Pipi Longstockings sits with her long legs stretched out with fat sagging Garfield (too many spin cycles in the washing machines) by her side, staring happily at the world. These two are the only toys I have had in my entire life and naturally, am possessive about them. But unlike R, whose love affair with dolls and toys started as is normal, in childhood, I got my first toy, a Garfield on my 17th birthday given to me by a class mate. The idea of owning a soft toy till then was a silly one, to me. Not to say I didn't admire them and rushed to cuddle them when I could lay my hands on any. But to actually possess one. Whatever does one do after you have cuddled it a few times?
Pipi, my other acquisition, was a present from A, my newly wedded husband. He got it from Stockholm on one of his frequent business trips. (Incidentally, the French version is called Fifi since Pipi in french means "piss")!
As a kid, I rarely ever played with dolls. I don't think I owned one or if I did, those were given to me by people who thought it was the easiest gift to give to a 'girl'-child, much as we settle for an aftershave or ties for male cousins or friends. R on the other hand, had so many dolls and assorted paraphernalia...dolls tea sets, dolls clothes and what not. But I had none. Why? Did I opt for non-doll toys? As far as I can remember, whenever Baba and ma went out for the evening, they'd return with a doll for R and a book for me, always a book, a gift I very happily waited for and spent many a happy evening with my nanny, knowing that though ma was going out, there'd be a book for me at the end of it. But we are not talking about books here. Dolls it is. Why didn't I even one? I played with R and her dolls but always as a sidekick! I was the doctor who suggested painting spots using nail polish on her dolls - duli, cookie and Mimi! They were suffering from chicken pox after all. I was the one who made a whole in the head of the boy doll (these were the ones made of thin molded plastic without detachable heads and limbs) and put in some marbles (he had accidentally swallowed them) and cured him by simply turning him over so that the marbles fell out.
R was so attached to her dolls that her baby cot would be cramped with all of them. And she kept them, lovingly tending to them even when they had lost limbs and only the body and head remained. Once while travelling with a grouchy Uncle, I and R had a mini-tiff (often vicious whacks and pinches), and I coolly threw out limbless Mimi out of the window and felt very smug but as we sped farther and farther away, my guilt increased and so I told Uncle in a very small voice that a doll had fallen out. Imagine his disgust when he had to stop, go way back and retrieve a limbless, cheap plastic doll and what's more not being able to say a word about it since we were, after all, children of a colleague.
During Christmas in the small oil town where we lived, a Santa would come riding on a fire engine clanging the bell and dole out gifts to all kids who would assemble in a large hall inside the club house. The gifts would have been suggested by and paid for by the respective parents. I went to this only once and was very disappointed when both R and I received dolls. R, later in a fit of rage threw mine out of the window where it landed in the gutter and lay forgotten till baba brought it in one day holding it at arms length by its pony tail!
Apart from these, I can't seem to remember anything else about dolls. Perhaps it has something to do with the fact that my parents decided that dolls were not for me? Its true I loved reading and didn't make any fuss about not having any dolls. But then I wasn't given any dolls to play with. Those were for R. I got books and more books. By the time we left Assam to go to Bhubaneswar, baba had to make a large wooden crate to fit my books. And I was only 10.
After my doll-less childhood, in this ripe old age, okay, middle age, I have two and even though I don't keep them with me or tend to them (R bathes them periodically, dries them, puts them to sleep at night and covers them with tiny blankets, yes she does and sits them up in the morning), they are very precious possessions of mine. I make sure no kid gets his/her adorable grubby paws on them and Garfield at least, is such a magnet for one and all. Whenever a kid visits us, I rush and put them both on top of a wardrobe and warn my mother not to give it them, even if only to play!
Psychiatrists and psychologists, you have a new angle. Now you can add the absence of a doll figure in childhood to your list of possibile causes to a host of ills, imaginary or otherwise!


--- Exercise ---
Please reproduce all of the data below exactly, leaving each picture out.

(Records from a collection)
==*==
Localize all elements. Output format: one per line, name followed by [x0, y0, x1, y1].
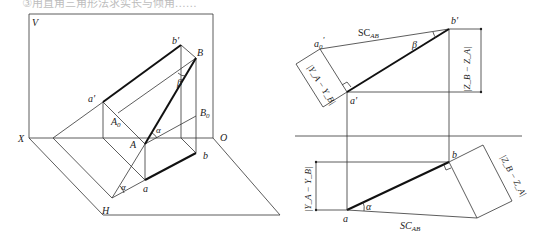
label-B: B — [197, 47, 203, 58]
label-A: A — [129, 139, 137, 150]
b-prime-to-B — [181, 45, 196, 58]
bx-to-b — [181, 138, 196, 153]
label-X: X — [17, 133, 25, 144]
alpha-arc-right — [363, 202, 364, 211]
projection-diagram: V X O H b' B a' A0 B0 A a b β α α — [0, 0, 534, 245]
dim-z-tick-top — [480, 28, 482, 30]
right-angle-marker-bottom — [444, 165, 451, 170]
label-beta: β — [176, 77, 182, 88]
label-sc-ab-top: SCAB — [358, 27, 380, 40]
b-to-b0 — [449, 162, 477, 218]
h-trace-line — [53, 138, 112, 198]
a-prime-b-prime-projection — [347, 29, 449, 92]
label-alpha-right: α — [366, 201, 372, 212]
ab-projection — [347, 162, 449, 210]
label-beta-right: β — [411, 39, 417, 50]
dim-z-ext-bottom — [477, 201, 512, 218]
label-a-prime-right: a' — [350, 95, 358, 106]
label-a: a — [143, 183, 148, 194]
ax-to-a — [103, 138, 145, 180]
label-V: V — [32, 17, 40, 28]
H-to-a — [112, 180, 145, 198]
segment-AB — [145, 58, 196, 144]
label-alpha-bottom: α — [121, 182, 126, 192]
label-a-right: a — [343, 213, 348, 224]
dim-y-tick-bottom — [315, 209, 317, 211]
A0-to-B — [118, 58, 196, 113]
label-b-prime-right: b' — [451, 15, 459, 26]
label-B0: B0 — [200, 107, 210, 120]
label-O: O — [220, 132, 227, 143]
dim-y-tick-top — [315, 161, 317, 163]
label-dim-z-top: |Z_B − Z_A| — [462, 46, 472, 92]
label-dim-z-bottom: |Z_B − Z_A| — [498, 153, 528, 198]
a-prime-extension — [53, 102, 103, 138]
right-bottom-h-triangle: a b α SCAB |Y_A − Y_B| |Z_B − Z_A| — [303, 145, 528, 233]
label-b: b — [203, 150, 208, 161]
label-a-prime: a' — [88, 93, 96, 104]
label-b-prime: b' — [172, 35, 180, 46]
label-H: H — [101, 205, 110, 216]
a-prime-b-prime — [103, 45, 181, 102]
dim-y-ext-top — [296, 49, 320, 64]
left-pictorial: V X O H b' B a' A0 B0 A a b β α α — [17, 14, 280, 216]
label-sc-ab-bottom: SCAB — [400, 220, 421, 233]
label-dim-y-bottom: |Y_A − Y_B| — [303, 167, 313, 212]
true-length-v — [320, 29, 449, 49]
dim-z-tick-bottom — [480, 91, 482, 93]
segment-ab — [145, 153, 196, 180]
h-plane — [29, 138, 280, 215]
label-b-right: b — [452, 149, 457, 160]
label-alpha-top: α — [156, 125, 161, 135]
==*==
--- Solution for this exercise ---
Localize all elements. Output format: one per line, name followed by [x0, y0, x1, y1].
label-B: B — [197, 47, 203, 58]
label-A: A — [129, 139, 137, 150]
b-prime-to-B — [181, 45, 196, 58]
bx-to-b — [181, 138, 196, 153]
label-X: X — [17, 133, 25, 144]
alpha-arc-right — [363, 202, 364, 211]
projection-diagram: V X O H b' B a' A0 B0 A a b β α α — [0, 0, 534, 245]
dim-z-tick-top — [480, 28, 482, 30]
right-angle-marker-bottom — [444, 165, 451, 170]
label-beta: β — [176, 77, 182, 88]
label-sc-ab-top: SCAB — [358, 27, 380, 40]
b-to-b0 — [449, 162, 477, 218]
h-trace-line — [53, 138, 112, 198]
a-prime-b-prime-projection — [347, 29, 449, 92]
label-alpha-right: α — [366, 201, 372, 212]
ab-projection — [347, 162, 449, 210]
label-beta-right: β — [411, 39, 417, 50]
dim-z-ext-bottom — [477, 201, 512, 218]
label-a-prime-right: a' — [350, 95, 358, 106]
label-a: a — [143, 183, 148, 194]
ax-to-a — [103, 138, 145, 180]
label-V: V — [32, 17, 40, 28]
H-to-a — [112, 180, 145, 198]
segment-AB — [145, 58, 196, 144]
label-alpha-bottom: α — [121, 182, 126, 192]
label-a-right: a — [343, 213, 348, 224]
dim-y-tick-bottom — [315, 209, 317, 211]
A0-to-B — [118, 58, 196, 113]
label-b-prime-right: b' — [451, 15, 459, 26]
label-B0: B0 — [200, 107, 210, 120]
label-O: O — [220, 132, 227, 143]
dim-y-tick-top — [315, 161, 317, 163]
label-dim-z-top: |Z_B − Z_A| — [462, 46, 472, 92]
label-dim-z-bottom: |Z_B − Z_A| — [498, 153, 528, 198]
a-prime-extension — [53, 102, 103, 138]
right-bottom-h-triangle: a b α SCAB |Y_A − Y_B| |Z_B − Z_A| — [303, 145, 528, 233]
label-b: b — [203, 150, 208, 161]
label-a-prime: a' — [88, 93, 96, 104]
label-b-prime: b' — [172, 35, 180, 46]
label-H: H — [101, 205, 110, 216]
a-prime-b-prime — [103, 45, 181, 102]
dim-y-ext-top — [296, 49, 320, 64]
left-pictorial: V X O H b' B a' A0 B0 A a b β α α — [17, 14, 280, 216]
label-sc-ab-bottom: SCAB — [400, 220, 421, 233]
label-dim-y-bottom: |Y_A − Y_B| — [303, 167, 313, 212]
true-length-v — [320, 29, 449, 49]
dim-z-tick-bottom — [480, 91, 482, 93]
segment-ab — [145, 153, 196, 180]
h-plane — [29, 138, 280, 215]
label-b-right: b — [452, 149, 457, 160]
label-alpha-top: α — [156, 125, 161, 135]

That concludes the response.